标题: China Races Ahead in Gene Editing [打印本页] 作者: choi 时间: 1-24-2018 17:21 标题: China Races Ahead in Gene Editing reetika Rana, Amy Dockser Marcus and Wenxin Fan, 将基因编辑技术投入人体试验,中国速度为何让美国望尘莫及? 用于编辑DNA的Crispr-Cas9工具引发全球关注,这项技术虽由美国研发,但尚未投入人体试验。但约束较少的中国却将这种全新技术率先用于癌症治疗的临床试验. http://cn.wsj.com/gb/20180123/BCH100718.asp
, which is translated from
Preetika Rana, Amy Dockser Marcus and Wenxin Fan, China Races Ahead in Gene Editing; US helped devise Crispr tool. Chinese doctors, unfettered by rules, are first in human trials. Wall Street Journal, Jan 22, 2018 (front page).
Note:
(a) The WSJ has not allowed the report to be available online.
(b) "Wu Shixiu * * * Dr Wu's team at Hangzhou Cancer Hospital has been drawing blood from esophageal-cancer patients, shiping it by high-speed rail to a lab [see (c) below] that modifies disease-fighting cells using Crispr-Cas9 by deleting a gene that interferes with the immune system's ability to fight cancer.

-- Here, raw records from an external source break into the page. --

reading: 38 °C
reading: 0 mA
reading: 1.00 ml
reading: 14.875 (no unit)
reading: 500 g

His team then infuses the cells back into the patients, hoping the reprogramed DNA will destroy the disease.
(i) 吴式琇 杭州市肿瘤医院 (owned by Hangzhou First People's Hospital Group 杭州市第一人民医院集团 (市一集团) )

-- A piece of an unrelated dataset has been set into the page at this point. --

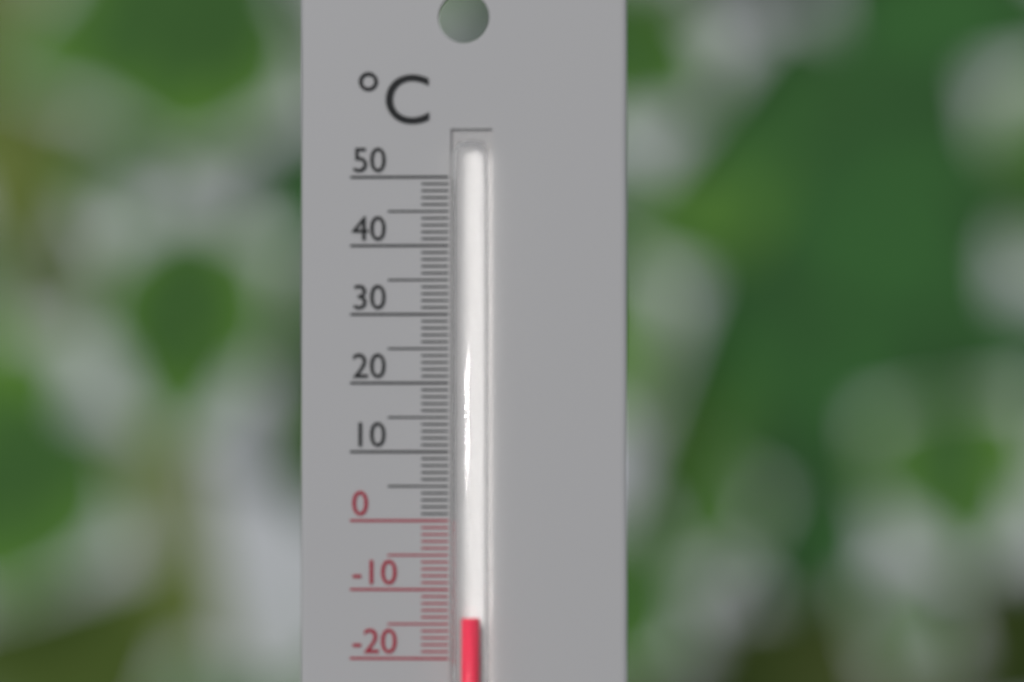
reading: -14 °C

(ii) The report does not say what gene, but googling reveals Dr Wu is doing "PD-1 knockout T cells." The PD-1 (programed death-1) gene makes a receptor on cell surface of activated T lymphocytes, that will bind with PD-L1 (programmed death-ligand 1; on the surface of many cells: normal and cancerous) like a lock and its key. In US, Merck's monoclonal antibody Keytruda® (pembrolizumab, where the last three letter signifies monoclonal antibody) to block PD-1 (physically, from binding the ligand) might be promising, but Food and Drug Administration has not approved it yet.
(c) "A Chinese startup Anhui Kedgene Biotechnology Co [Ltd 安徽柯顿生物科技有限公司: 合肥市] * * * Mandy Zhou 周敏, who co-founded Kedgene in 2015"
(d) Personally I am skeptical about both PD-a and Crispr. I will wait for more data.